News Corp (NWS) CEO Rupert Murdoch filed for divorce from his wife Wendi, days after his company announced approval of its own split, a Murdoch spokesman confirmed Thursday.
Murdoch, 82, filed for divorce Thursday from his wife Wendi Deng, who he married in 1999 shortly after his divorce from Anna Torv Murdoch. It is unclear what prompted the split, though it comes after months of speculation about the state of the couple's relationship. She is Murdoch's third wife.
On Tuesday, News Corp shareholders approved the split of the company into two publicly traded companies, one for its newspapers and book publishing business, the other for its television and film properties. The split is expected to be final later this month.
Related: Who is Wendi Deng Murdoch?
Murdoch's net worth was most recently estimated to be worth $11.2 billion putting him in the top 100 of the world's richest people, according to Forbes' 2013 World's Billionaires list.
Deng stood by her husband throughout a controversy surrounding the phone hacking of celebrities, politicians, victims of crime and others by people working for Murdoch's tabloids in the United Kingdom.
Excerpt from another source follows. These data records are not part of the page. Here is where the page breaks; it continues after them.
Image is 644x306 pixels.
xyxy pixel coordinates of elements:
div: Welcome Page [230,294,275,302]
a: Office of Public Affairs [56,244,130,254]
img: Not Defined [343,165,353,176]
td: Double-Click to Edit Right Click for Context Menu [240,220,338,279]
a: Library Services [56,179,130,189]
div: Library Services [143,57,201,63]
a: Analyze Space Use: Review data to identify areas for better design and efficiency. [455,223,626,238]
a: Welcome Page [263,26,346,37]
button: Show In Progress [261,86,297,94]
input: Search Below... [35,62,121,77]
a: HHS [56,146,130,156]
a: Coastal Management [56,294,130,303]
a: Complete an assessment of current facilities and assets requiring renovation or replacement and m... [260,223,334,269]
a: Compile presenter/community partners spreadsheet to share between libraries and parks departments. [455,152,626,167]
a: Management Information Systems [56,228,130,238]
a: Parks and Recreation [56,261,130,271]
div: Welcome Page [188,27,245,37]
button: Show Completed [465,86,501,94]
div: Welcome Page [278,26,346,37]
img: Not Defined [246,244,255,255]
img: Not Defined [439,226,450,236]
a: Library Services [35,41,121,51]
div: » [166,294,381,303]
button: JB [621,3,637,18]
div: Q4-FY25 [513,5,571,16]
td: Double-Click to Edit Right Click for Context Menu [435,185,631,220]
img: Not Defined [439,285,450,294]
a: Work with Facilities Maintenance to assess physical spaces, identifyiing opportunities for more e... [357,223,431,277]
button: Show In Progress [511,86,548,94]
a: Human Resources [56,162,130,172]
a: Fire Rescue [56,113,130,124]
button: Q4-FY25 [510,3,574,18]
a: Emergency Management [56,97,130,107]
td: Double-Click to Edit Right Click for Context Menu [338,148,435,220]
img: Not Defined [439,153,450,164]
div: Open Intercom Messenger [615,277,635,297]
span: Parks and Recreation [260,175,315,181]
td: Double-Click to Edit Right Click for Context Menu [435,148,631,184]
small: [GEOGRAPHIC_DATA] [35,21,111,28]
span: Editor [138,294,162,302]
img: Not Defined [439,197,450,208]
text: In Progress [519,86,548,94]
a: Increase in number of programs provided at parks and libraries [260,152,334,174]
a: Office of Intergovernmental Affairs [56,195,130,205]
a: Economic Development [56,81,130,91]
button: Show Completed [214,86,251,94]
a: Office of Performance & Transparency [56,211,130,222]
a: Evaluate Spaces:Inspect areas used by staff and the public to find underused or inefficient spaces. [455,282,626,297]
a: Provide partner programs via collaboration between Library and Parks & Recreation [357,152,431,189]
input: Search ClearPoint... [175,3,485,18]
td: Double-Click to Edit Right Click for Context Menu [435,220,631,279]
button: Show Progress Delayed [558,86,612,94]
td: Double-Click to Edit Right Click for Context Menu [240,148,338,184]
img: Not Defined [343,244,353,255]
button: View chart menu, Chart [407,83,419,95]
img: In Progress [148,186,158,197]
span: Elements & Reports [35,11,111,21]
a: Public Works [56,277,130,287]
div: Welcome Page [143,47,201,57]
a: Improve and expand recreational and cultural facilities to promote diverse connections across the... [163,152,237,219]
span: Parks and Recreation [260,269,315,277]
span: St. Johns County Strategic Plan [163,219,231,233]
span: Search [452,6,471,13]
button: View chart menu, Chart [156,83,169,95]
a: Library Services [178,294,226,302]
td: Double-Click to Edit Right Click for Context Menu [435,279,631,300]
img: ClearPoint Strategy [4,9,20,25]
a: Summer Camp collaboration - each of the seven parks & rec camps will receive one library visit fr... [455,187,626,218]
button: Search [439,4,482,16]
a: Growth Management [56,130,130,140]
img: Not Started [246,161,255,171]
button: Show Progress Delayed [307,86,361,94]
In the summer of 2011 She even slapped a protester who had planted a shaving cream pie in her husband's face, creating a much talked-about spectacle and earning her the nickname of "Tiger wife."
Nearly half his age, Deng met Murdoch at a Hong Kong cocktail party shortly after she graduated with a masters degree from Yale and went to work at Star TV, a Hong Kong-based satellite television service owned by Murdoch.
The couple have two daughters together, while Murdoch has four older children from his previous marriages.
News Corp announced last summer that it planned to split its operations into two publicly traded companies. Murdoch, the company's largest shareholder, will remain chairman of both companies.
While it is not publicly known whether Murdoch and Deng inked a prenuptial agreement, if they did, Murdoch likely filed in New York because of the state's tendency to enforce prenup terms, said Michael Stutman, a New York-based divorce attorney and president of the New York chapter of the American Academy of Matrimonial Lawyers.
"New York will apply those terms so long as they are not grossly unfair or unconscionable," he said. "The same cannot be said about every other country in the world."